Changing the tenor of the conversation

If long-term leases of infrastructure assets are to have a future in the US, investors have to take a more nuanced approach to how they pitch such deals to the public sector.

It is time to change the tenor of the conversation surrounding the leases of infrastructure assets in the U.S. – both figuratively and literally.

The figurative element, of course, refers to the misperception that if a city leases an asset to a private investor for, say, 50 years, then all it can do is plug one year’s worth of operating deficit with 50 years’ worth of revenues from the asset. Hence, many politicians look dimly upon such deals.

The literal element is the practical impact of this attitude on potential asset leases: city council members considering such deals keep insisting on shorter tenors for lease lengths – down from 50 years to 25, 15 and even 10 years.

Cezary Podkul

Local politicians who insist on shorter tenors can avoid the oft-cited discomfort of binding the city to a deal that might go on even after they leave office or die. But, as a result, the deal also becomes much less attractive to long-term investors willing to pay top dollar. The city council gets a low valuation, balks and the deal dies.

That, in a nutshell, is the status quo of the public-private dialogue surrounding many of these deals today. Here’s how to change it.

Begin with a more nuanced understanding of a city’s finances. Sure, it’s easy to seize on a large budget deficit figure, discount some cash flows for a city-owned asset and show up with a glossy pitchbook promising relief. But if you do that, you’ll just end up in the same spot. So try a different approach.

Cities need to finance not just short-term operating needs but also longer-term needs such as building infrastructure and funding pension obligations. And right now, ballooning pension costs are squeezing cities’ long-term budgets more than ever before.

Take Chicago, for instance. The city splits its finances into two main accounts – the property tax levy account, which funds long-term obligations, and the corporate account, which funds shorter-term operating expenses. And right now, things don’t look good for the property tax account: of the city’s proposed $797 million property tax levy in 2011, about 43 percent will go toward pension obligations, another 47 percent toward debt service. The remaining 10 percent goes to the library, leaving the city with no room for additional bonding capacity, or the ability to issue new debt for long-term projects. How, then, is the city to finance its infrastructure?

Finance the infrastructure of the future using the infrastructure of the past

 

Chicago isn’t alone. Cities all over the US are finding themselves in a similar position. Because pension obligations are exploding as a relative percentage of cities’ property tax income, bonding capacity is quickly becoming scarce. It may well be the latest victim of the 2008 financial crisis, which continues to reverberate throughout municipal, state and federal finances.
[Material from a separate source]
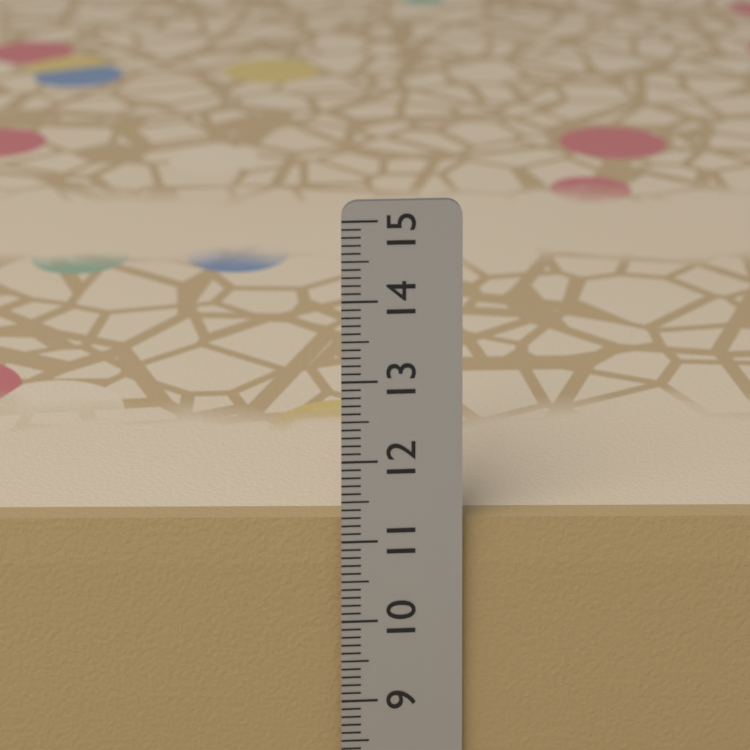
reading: 11.2 cm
So what’s a city to do? The need to build and improve infrastructure is still there, but the old way of doing it – issuing general obligation bonds with a 30- to 40-year maturity – is no longer an option.
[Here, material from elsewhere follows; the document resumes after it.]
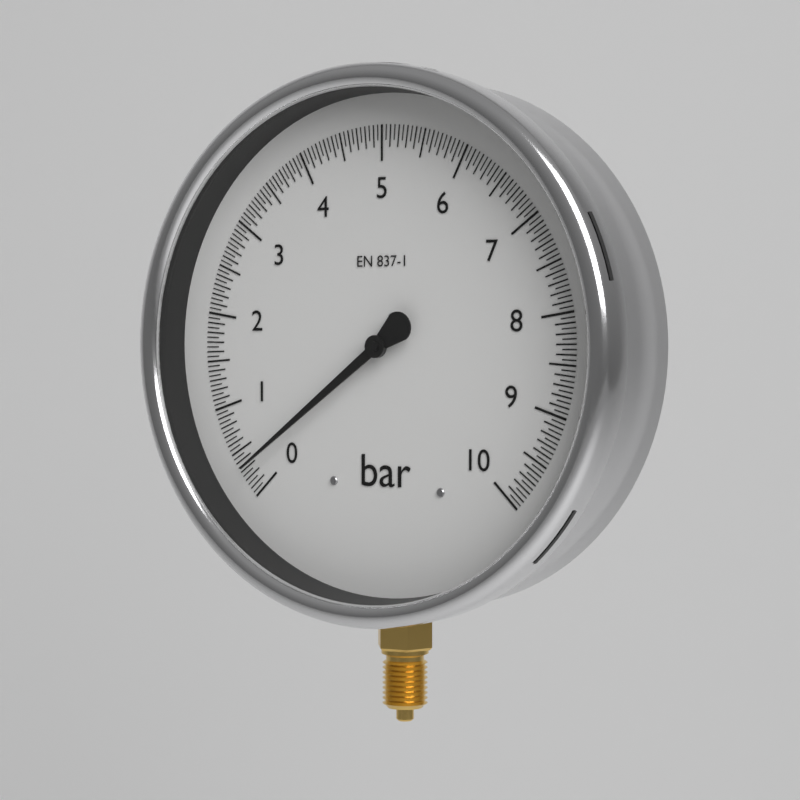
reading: 0.30 bar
This is where the idea of a long-term lease comes in: finance the infrastructure of the future using the infrastructure of the past. That is, enter into a 50-year contract on a city-owned asset, take the proceeds and use them to build the new infrastructure your city needs today. After all, if that’s what you’re using the proceeds for, then you’re not doing anything that much different than entering into a 30- to 40-year contract with bond investors to finance the same purpose. Either contract may exist well after a city council member leaves office or passes away, so neither should carry the distaste and political vulnerability of using long-term assets as a short-term budget fix.

But local politicians clearly don’t yet see things this way. In Hartford, Connecticut, where a proposed 50-year lease of the city’s parking system would have funded a long list of “transformative” infrastructure projects, the city council still tabled the deal due to discomfort over the length of the lease. “I have trouble moving forward with something that could be affecting the city 25 years after I’m dead,” City Council President rJo Winch told Infrastructure Investor after the council’s vote in March.

A deal in Hartford, or similar transactions in any other city facing the same long-term pension pressures as Chicago, may still make sense. But it will have to start with changing the tenor of the conversation.